Smiles were intermingled with a few tears and plenty of laughter as 36 girls from across Israel came together in Jerusalem recently for a joint bat mitzvah celebration, complete with a celebratory dinner, speakers, singing and dancing.
However, this wasn’t the typical simcha. For one, each of the girls celebrating this milestone in a Jewish child’s life had lost a parent—in nearly all of the cases, their father. Secondly, the arrangements and the costs were handled by the Colel Chabad social-service organization to make things as easy on the families as possible.
“Family milestones can be much more stressful and difficult, both financially and emotionally, without a parent,” explains Rabbi Amram Blau, director of Colel Chabad’s Widows and Orphans Project in Israel, known at Chesed Menachem Mendel. “It’s heartwarming to see the joy on the faces of these young women and their families in reaching this momentous occasion.”
Established in 1788 by the Alter Rebbe—Rabbi Schneur Zalman of Liadi, the founder of the Chabad-Lubavitch movement—Colel Chabad is the oldest continuous operating charity in Israel. The Widows and Orphans Project is just one of many programs in its vast network of services, which includes soup kitchens, children’s camps, senior needs and more.
“When Colel Chabad called me last year before my son’s bar mitzvah, I was overcome with emotion,” said Almira, a widow and mother of six. “I couldn’t even imagine how I was going to plan for the ceremony. And now, with my daughter’s bat mitzvah, we are overwhelmed with thanks, and in awe that there are people who are so generous and thoughtful to children who lost their fathers.”
The day’s festivities included a trip to Rachel’s Tomb, located between Jerusalem and Bethlehem; and separating and making challah—separating the traditional Shabbat loaves being one of three mitzvot specifically for women (the others are lighting the Shabbat candles and going to the mikvah as part of family purity.)
Addressing the birthday girls, Rebbetzin Yemima Mizrachi, a popular Torah scholar and speaker in Jerusalem, said: “The world gains strength from you young women. When we see your beautiful smiling faces, glowing from this special celebration, and we know all the hardships you have been through, we can’t help but feel that we must smile and be happy as well.”
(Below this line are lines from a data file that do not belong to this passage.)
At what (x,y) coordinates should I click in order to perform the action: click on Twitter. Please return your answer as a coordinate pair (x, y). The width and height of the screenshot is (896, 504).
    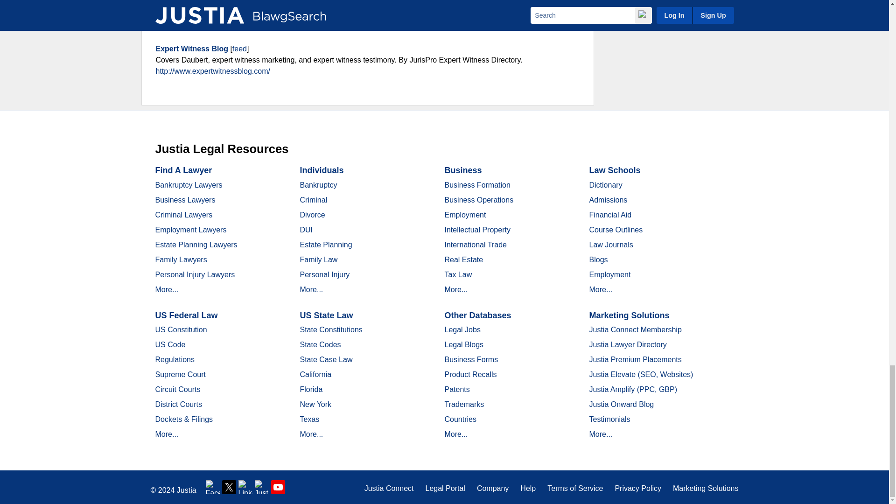
    Looking at the image, I should click on (229, 487).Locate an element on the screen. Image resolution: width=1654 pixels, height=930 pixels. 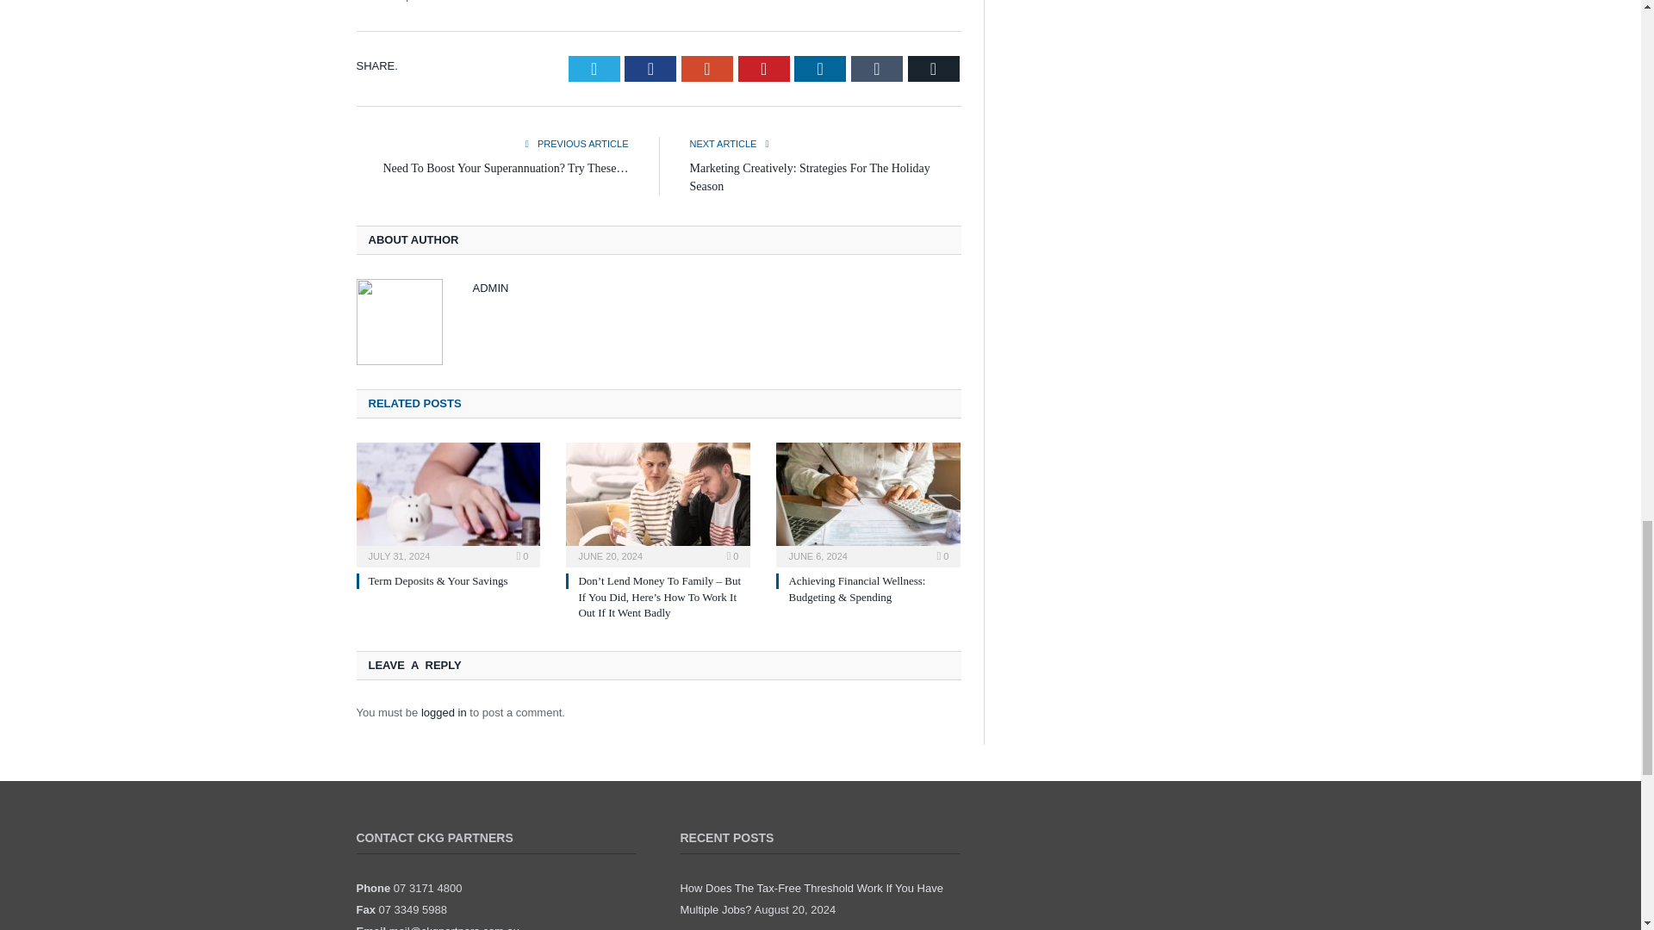
Marketing Creatively: Strategies For The Holiday Season is located at coordinates (810, 177).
This was the fourth year that Colel Chabad has offered a bat mitzvah program; it also runs an annual bar mitzvah ceremony for boys who have lost a parent.
When asked why the organization began offering such affairs for the young girls and boys, Rabbi Menachem Traxler, the organization’s director of volunteering, responded rhetorically: “Why not?”
More seriously, he added: “We look for every way we can help during their childhoods, especially during the school years, so they will be able to grow and lead their own lives successfully.”